Broad vs. Narrow Transcription
The IPA can be used to transcribe sounds with two different degrees of precision.
If one takes advantage of all the symbols and diacritics, one can make a “narrow” or “phonetic” transcription. At this level, the linguist aims to capture all the detail possible about the word or phrase, including variations across word boundaries, sounds that occur in speech but are unnoticed or unrecognized by native speakers, and even features like intonation and pauses. From these transcriptions, a well-trained linguist could pronounce the words and phrases almost exactly as the speaker did, based simply on the transcriptions. The first, smallest line in the title graphic is a narrow transcription of me pronouncing the site’s title.
This degree of precision would be impossible for a modern computer widget to produce, simply because narrow transcriptions are based on actual words and phrases by a speaker, and really, one needs a fairly trained ear to make an accurate narrow transcription of a word or phrase. Sure, it could use a database of narrowly transcribed words from other speakers, but really, that’s not a narrow transcription. It’s not going to pick up on the variations that each speaker produces, like accents, vowel changes, unusual sound choices, or even tiny speech errors.

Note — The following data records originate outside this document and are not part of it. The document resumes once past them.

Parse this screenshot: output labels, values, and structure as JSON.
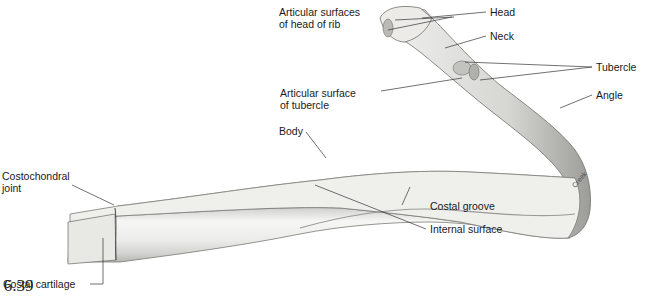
{
  "figure": {
    "caption": "e 6.39",
    "signature": "Creek",
    "labels": {
      "articular_surfaces_head": "Articular surfaces\nof head of rib",
      "articular_surfaces_head_l1": "Articular surfaces",
      "articular_surfaces_head_l2": "of head of rib",
      "head": "Head",
      "neck": "Neck",
      "tubercle": "Tubercle",
      "articular_surface_tubercle_l1": "Articular surface",
      "articular_surface_tubercle_l2": "of tubercle",
      "angle": "Angle",
      "body": "Body",
      "costochondral_joint_l1": "Costochondral",
      "costochondral_joint_l2": "joint",
      "costal_groove": "Costal groove",
      "internal_surface": "Internal surface",
      "costal_cartilage": "Costal cartilage"
    },
    "colors": {
      "bone_light": "#f4f4f2",
      "bone_mid": "#d9d9d6",
      "bone_dark": "#a8a8a4",
      "outline": "#6e6e6a",
      "leader": "#333333"
    }
  }
}
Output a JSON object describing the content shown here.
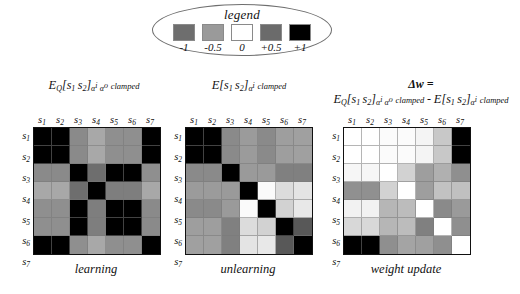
{
  "legend": {
    "title": "legend",
    "items": [
      {
        "label": "-1",
        "color": "#6e6e6e"
      },
      {
        "label": "-0.5",
        "color": "#9a9a9a"
      },
      {
        "label": "0",
        "color": "#ffffff"
      },
      {
        "label": "+0.5",
        "color": "#6b6b6b"
      },
      {
        "label": "+1",
        "color": "#000000"
      }
    ]
  },
  "axis": {
    "labels": [
      "s1",
      "s2",
      "s3",
      "s4",
      "s5",
      "s6",
      "s7"
    ],
    "symbol": "s",
    "indices": [
      "1",
      "2",
      "3",
      "4",
      "5",
      "6",
      "7"
    ]
  },
  "panels": [
    {
      "id": "learning",
      "title_html": "E_Q[s1 s2]_ai ao clamped",
      "title_parts": {
        "eps": "Ε",
        "sub_q": "Q",
        "bracket": "[s1 s2]",
        "sub_alpha_i": "αi",
        "sub_alpha_o": "αo",
        "clamped": "clamped"
      },
      "caption": "learning",
      "matrix": [
        [
          "#000000",
          "#000000",
          "#8a8a8a",
          "#a8a8a8",
          "#8f8f8f",
          "#8f8f8f",
          "#000000"
        ],
        [
          "#000000",
          "#000000",
          "#8a8a8a",
          "#a8a8a8",
          "#8f8f8f",
          "#8f8f8f",
          "#000000"
        ],
        [
          "#8a8a8a",
          "#8a8a8a",
          "#000000",
          "#6e6e6e",
          "#000000",
          "#000000",
          "#8f8f8f"
        ],
        [
          "#a8a8a8",
          "#a8a8a8",
          "#6e6e6e",
          "#000000",
          "#7e7e7e",
          "#7e7e7e",
          "#a8a8a8"
        ],
        [
          "#8f8f8f",
          "#8f8f8f",
          "#000000",
          "#7e7e7e",
          "#000000",
          "#000000",
          "#8a8a8a"
        ],
        [
          "#8f8f8f",
          "#8f8f8f",
          "#000000",
          "#7e7e7e",
          "#000000",
          "#000000",
          "#8a8a8a"
        ],
        [
          "#000000",
          "#000000",
          "#8f8f8f",
          "#a8a8a8",
          "#8f8f8f",
          "#8f8f8f",
          "#000000"
        ]
      ]
    },
    {
      "id": "unlearning",
      "title_html": "E[s1 s2]_ai clamped",
      "title_parts": {
        "eps": "Ε",
        "sub_q": "",
        "bracket": "[s1 s2]",
        "sub_alpha_i": "αi",
        "sub_alpha_o": "",
        "clamped": "clamped"
      },
      "caption": "unlearning",
      "matrix": [
        [
          "#000000",
          "#000000",
          "#8a8a8a",
          "#9b9b9b",
          "#8a8a8a",
          "#9e9e9e",
          "#a0a0a0"
        ],
        [
          "#000000",
          "#000000",
          "#8a8a8a",
          "#9b9b9b",
          "#8a8a8a",
          "#9e9e9e",
          "#a0a0a0"
        ],
        [
          "#8a8a8a",
          "#8a8a8a",
          "#000000",
          "#9a9a9a",
          "#9a9a9a",
          "#808080",
          "#808080"
        ],
        [
          "#9b9b9b",
          "#9b9b9b",
          "#9a9a9a",
          "#000000",
          "#fafafa",
          "#dcdcdc",
          "#e4e4e4"
        ],
        [
          "#8a8a8a",
          "#8a8a8a",
          "#9a9a9a",
          "#fafafa",
          "#000000",
          "#d2d2d2",
          "#e8e8e8"
        ],
        [
          "#9e9e9e",
          "#9e9e9e",
          "#808080",
          "#dcdcdc",
          "#d2d2d2",
          "#000000",
          "#585858"
        ],
        [
          "#a0a0a0",
          "#a0a0a0",
          "#808080",
          "#e4e4e4",
          "#e8e8e8",
          "#585858",
          "#000000"
        ]
      ]
    },
    {
      "id": "weight-update",
      "title_html": "dw = E_Q[s1 s2]_ai ao clamped - E[s1 s2]_ai clamped",
      "title_parts": {
        "delta_w": "Δw =",
        "eps": "Ε",
        "sub_q": "Q",
        "bracket": "[s1 s2]",
        "sub_alpha_i": "αi",
        "sub_alpha_o": "αo",
        "clamped": "clamped",
        "minus": "-"
      },
      "caption": "weight update",
      "matrix": [
        [
          "#ffffff",
          "#ffffff",
          "#fbfbfb",
          "#fbfbfb",
          "#f4f4f4",
          "#c8c8c8",
          "#000000"
        ],
        [
          "#ffffff",
          "#ffffff",
          "#fbfbfb",
          "#fbfbfb",
          "#f4f4f4",
          "#c8c8c8",
          "#000000"
        ],
        [
          "#f6f6f6",
          "#f6f6f6",
          "#ffffff",
          "#d2d2d2",
          "#9e9e9e",
          "#b0b0b0",
          "#8f8f8f"
        ],
        [
          "#909090",
          "#909090",
          "#d2d2d2",
          "#ffffff",
          "#9e9e9e",
          "#c2c2c2",
          "#c0c0c0"
        ],
        [
          "#f2f2f2",
          "#f2f2f2",
          "#b6b6b6",
          "#bcbcbc",
          "#ffffff",
          "#8a8a8a",
          "#9a9a9a"
        ],
        [
          "#d8d8d8",
          "#d8d8d8",
          "#b6b6b6",
          "#bcbcbc",
          "#808080",
          "#ffffff",
          "#8f8f8f"
        ],
        [
          "#000000",
          "#000000",
          "#8f8f8f",
          "#a4a4a4",
          "#a0a0a0",
          "#8f8f8f",
          "#ffffff"
        ]
      ]
    }
  ]
}
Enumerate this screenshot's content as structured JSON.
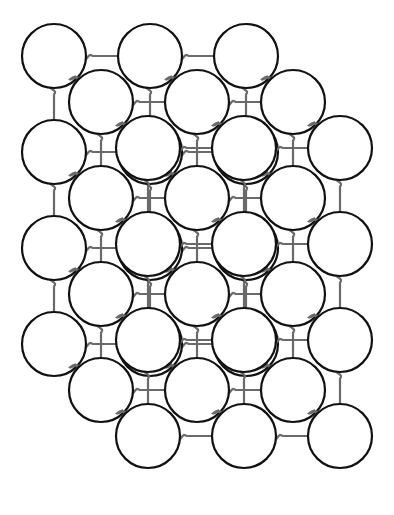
{
  "diagram": {
    "title": "",
    "lattice": {
      "columns": 3,
      "rows": 4,
      "depth_layers": 3,
      "spacing_x": 96,
      "spacing_y": 96,
      "depth_offset": [
        -47,
        -46
      ],
      "front_origin": [
        148,
        148
      ],
      "atom_radius": 32
    },
    "colors": {
      "atom_stroke": "#111111",
      "atom_fill": "#ffffff",
      "spring": "#6a6a6a",
      "background": "#ffffff"
    },
    "legend": []
  }
}
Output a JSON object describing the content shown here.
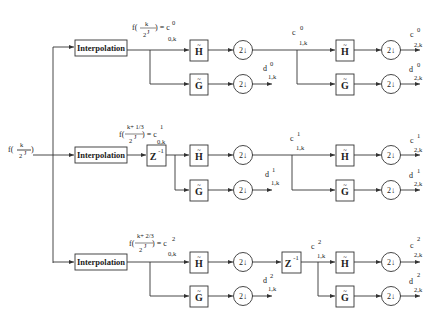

The alternative is called “broad” or “phonemic” transcription, expresses the basic sounds of a language or phrase, often more precisely than the native writing system, but at the same time, leaves out detail that’s not necessary to a native speaker. The middle line in the title graphic for this page is a phonemic transcription. Some dictionaries, including the built in OS X dictionary (if you enable IPA in Dictionary Preferences), can show you the standard american IPA Broad transcription form of a word.
Now, using a dictionary of words in a given language and their IPA equivalents, a computer could likely match things and give a passable broad transcription. However, there are variations that occur between people that show up even at a broad level, and are large enough to identify a speaker’s accent, dialect, or even idiolect. For some people (myself included), “caught” and “cot” have the same vowel, but for others, they’re two distinct vowels. So, even at a broad level, you’re not going to get any sort of reliable transcription of one’s actual speech from a computer widget, just a rough approximation.
Why are you transcribing anyways?
In the end, whether such a widget would be useful at all boils down to your reason for needing a transcription. Some people might be learning English and would want a better method of knowing how a given word is supposed to sound. For that, any good dictionary’s pronunciation key should do the trick.
Some people might be interested in the IPA, or want to know how a given word sounds. For that, they’d be better off getting a good phonetics textbook and learning a bit of the IPA themselves, along with some knowledge of phonetics.
However, our widget searcher might just be stuck in an introductory Linguistics course, having to transcribe their speech for an assignment. If so, I offer just one piece of advice: Don’t plagarize transcriptions off the web or from a dictionary. Your professor should have no trouble noticing if you’re not transcribing your own dialect, and everybody’s got a dialect.
Remember, if there’s one thing that phonetics professors are good at, it’s picking out a phone-y.